The military operation, led by the twitchy Dan Hedaya and his incredibly hairy shoulders—almost as scary as the xenomorphs—is dealing with space pirates. Imagine Whedon’s Firefly with a much less likeable crew, and you’ll get a sense of these guys, including ship captain Michael Wincott and his Mark Lanegan-esque voice, CSI: Crime Scene Investigation veteran Gary Dourdan, Ron Perlman in supreme asshole mode and even a sullen Winona Ryder, who has a secret. They’re delivering stolen cryo-tubes, popsicle people. You know with aliens around it’s going to go badly for these people.

The aliens are more glistening and drooly than ever. But maybe most frightening, most impressive, is Sigourney Weaver. Her Ripley Mark II—known as Number Eight in the film due to earlier efforts—is darker, more hollow than ever. Spliced at a genetic level with this monster, she’s really become one herself. The character is but a shadow of who she was in the previous films, and that’s what makes her special. Her humanity is just out of frame, but for one or two moments, like when she comes face to face with the earlier versions of herself.

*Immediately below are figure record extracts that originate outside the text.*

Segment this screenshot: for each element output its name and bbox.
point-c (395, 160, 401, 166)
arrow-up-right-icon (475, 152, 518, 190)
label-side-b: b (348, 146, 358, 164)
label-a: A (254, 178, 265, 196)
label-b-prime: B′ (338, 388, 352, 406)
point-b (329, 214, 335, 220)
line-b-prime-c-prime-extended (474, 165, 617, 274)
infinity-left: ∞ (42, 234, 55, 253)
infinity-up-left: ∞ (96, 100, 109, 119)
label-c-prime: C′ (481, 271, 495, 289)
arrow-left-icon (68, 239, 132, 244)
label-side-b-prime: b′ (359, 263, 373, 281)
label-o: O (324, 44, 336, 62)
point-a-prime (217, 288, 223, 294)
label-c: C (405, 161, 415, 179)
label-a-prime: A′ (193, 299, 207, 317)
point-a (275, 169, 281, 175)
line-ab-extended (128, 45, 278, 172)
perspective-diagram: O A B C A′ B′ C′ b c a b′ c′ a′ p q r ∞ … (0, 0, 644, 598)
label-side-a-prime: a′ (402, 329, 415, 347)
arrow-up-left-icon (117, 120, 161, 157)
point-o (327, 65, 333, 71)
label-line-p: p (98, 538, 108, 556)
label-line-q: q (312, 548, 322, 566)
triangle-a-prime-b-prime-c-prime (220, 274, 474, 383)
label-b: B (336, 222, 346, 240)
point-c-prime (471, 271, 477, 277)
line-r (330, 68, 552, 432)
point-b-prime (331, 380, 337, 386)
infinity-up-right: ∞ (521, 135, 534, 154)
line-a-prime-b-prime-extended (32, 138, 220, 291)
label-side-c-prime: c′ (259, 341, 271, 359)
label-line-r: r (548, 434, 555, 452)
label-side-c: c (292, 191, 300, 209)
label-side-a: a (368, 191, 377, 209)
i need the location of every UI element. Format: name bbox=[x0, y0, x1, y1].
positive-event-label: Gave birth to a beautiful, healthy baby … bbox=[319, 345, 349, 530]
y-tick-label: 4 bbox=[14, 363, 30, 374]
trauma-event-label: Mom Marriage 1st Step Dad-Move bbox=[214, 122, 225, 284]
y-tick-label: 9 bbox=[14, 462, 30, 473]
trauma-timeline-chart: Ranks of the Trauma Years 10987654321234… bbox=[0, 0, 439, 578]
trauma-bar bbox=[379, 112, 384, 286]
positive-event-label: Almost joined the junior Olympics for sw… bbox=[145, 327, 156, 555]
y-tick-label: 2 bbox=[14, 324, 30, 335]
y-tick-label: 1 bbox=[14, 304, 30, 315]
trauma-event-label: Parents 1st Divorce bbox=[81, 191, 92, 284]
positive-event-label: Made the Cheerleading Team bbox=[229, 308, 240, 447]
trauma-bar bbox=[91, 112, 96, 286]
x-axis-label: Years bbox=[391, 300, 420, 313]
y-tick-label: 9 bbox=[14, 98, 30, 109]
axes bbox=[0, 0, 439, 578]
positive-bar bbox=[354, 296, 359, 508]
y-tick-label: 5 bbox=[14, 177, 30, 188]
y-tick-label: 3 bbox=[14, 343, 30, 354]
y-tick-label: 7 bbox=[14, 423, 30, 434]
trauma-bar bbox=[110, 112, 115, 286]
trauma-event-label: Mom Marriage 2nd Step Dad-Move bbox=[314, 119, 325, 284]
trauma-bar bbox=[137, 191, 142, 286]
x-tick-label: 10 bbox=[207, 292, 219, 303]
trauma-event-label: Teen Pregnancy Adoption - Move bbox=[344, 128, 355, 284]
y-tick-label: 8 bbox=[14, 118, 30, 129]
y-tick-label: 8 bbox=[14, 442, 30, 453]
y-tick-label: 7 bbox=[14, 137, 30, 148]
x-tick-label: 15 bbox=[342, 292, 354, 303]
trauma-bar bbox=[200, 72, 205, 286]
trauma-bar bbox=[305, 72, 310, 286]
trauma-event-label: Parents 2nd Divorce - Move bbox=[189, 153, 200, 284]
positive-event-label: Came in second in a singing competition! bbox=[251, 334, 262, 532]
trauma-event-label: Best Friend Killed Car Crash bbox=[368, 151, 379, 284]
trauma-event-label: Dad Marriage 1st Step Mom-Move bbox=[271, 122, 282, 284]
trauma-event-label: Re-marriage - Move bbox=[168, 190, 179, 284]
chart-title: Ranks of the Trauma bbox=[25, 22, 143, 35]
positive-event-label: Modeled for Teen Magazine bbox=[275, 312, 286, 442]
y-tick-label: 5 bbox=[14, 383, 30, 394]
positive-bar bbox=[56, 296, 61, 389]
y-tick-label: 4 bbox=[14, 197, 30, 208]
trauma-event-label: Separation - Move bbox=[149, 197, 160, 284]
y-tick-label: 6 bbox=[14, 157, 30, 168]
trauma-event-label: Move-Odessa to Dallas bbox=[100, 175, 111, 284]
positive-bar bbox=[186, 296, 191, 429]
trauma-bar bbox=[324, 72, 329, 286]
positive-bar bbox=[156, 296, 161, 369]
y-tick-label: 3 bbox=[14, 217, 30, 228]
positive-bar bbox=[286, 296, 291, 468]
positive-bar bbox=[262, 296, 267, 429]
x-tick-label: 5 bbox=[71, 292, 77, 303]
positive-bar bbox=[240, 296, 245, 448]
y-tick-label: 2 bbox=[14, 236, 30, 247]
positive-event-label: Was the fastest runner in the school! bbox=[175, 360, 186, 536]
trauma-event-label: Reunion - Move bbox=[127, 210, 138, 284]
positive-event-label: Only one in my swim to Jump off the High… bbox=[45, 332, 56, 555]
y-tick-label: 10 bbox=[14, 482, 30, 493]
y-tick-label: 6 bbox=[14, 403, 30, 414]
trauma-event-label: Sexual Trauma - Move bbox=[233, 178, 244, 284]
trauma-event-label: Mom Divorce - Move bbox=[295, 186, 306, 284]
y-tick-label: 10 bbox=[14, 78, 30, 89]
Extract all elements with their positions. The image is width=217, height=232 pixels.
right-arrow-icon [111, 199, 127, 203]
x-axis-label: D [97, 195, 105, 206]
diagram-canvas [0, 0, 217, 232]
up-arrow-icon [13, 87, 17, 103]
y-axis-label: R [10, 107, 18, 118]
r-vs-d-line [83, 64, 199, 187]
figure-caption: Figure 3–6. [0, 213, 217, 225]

And you know what else works? The splicing of Whedon and Jeunet’s wit. I don’t know which one of them came up with the idea of breathing on the doorknob as a security feature, but it killed me. And most of Perlman’s gags hit their targets. The gooey creatures, such a big part of what creeps people out about this series, reach their apex here with a final, more fleshy star beast—it actually didn’t do too much for me, but by then I was very much engaged, so was willing to go where the filmmakers took me.

The Blu-Ray treatment for Alien Resurrection is a slam-dunk, to borrow a basketball metaphor from the film—apparently Weaver became quite a fan of the NBA due to a first-act scene on the court. I remembered the CGI from this film to be pretty shoddy. This where I started to make a case for “a guy in a rubber suit” and creative use of lighting as being far more effective than these computer animations. But, you know what? It’s not that bad. Even the scene that takes place underwater in the flooded kitchen, featuring submersible aliens, was better than I’d remembered. So, either they cleaned it up for Blu-Ray or I’ve seen stuff since that’s been so much worse. I would say Jeunet’s mistake is to show too much of aliens overall. Once they get out of their cages, we see them too clearly too many times, which I believe diminishes the scares.

But, generally, I’d say the fourth film is the one most deserving of reconsideration.

 

You won’t find my reviews of the two Aliens vs. Predator films. I’ve never heard anything good about them, so haven’t gone there. Maybe one day. But if you’d like to read my detailed thoughts on Prometheus, Ridley Scott’s more recent film set in the Alien universe that really looks marvelous on Blu-Ray, go here and here.

About the author

flawintheiris

Carsten Knox is a massive, cheese-eating nerd. In the day he works as a journalist in Halifax, Nova Scotia. At night he stares out at the rain-slick streets, watches movies, and writes about what he's seeing.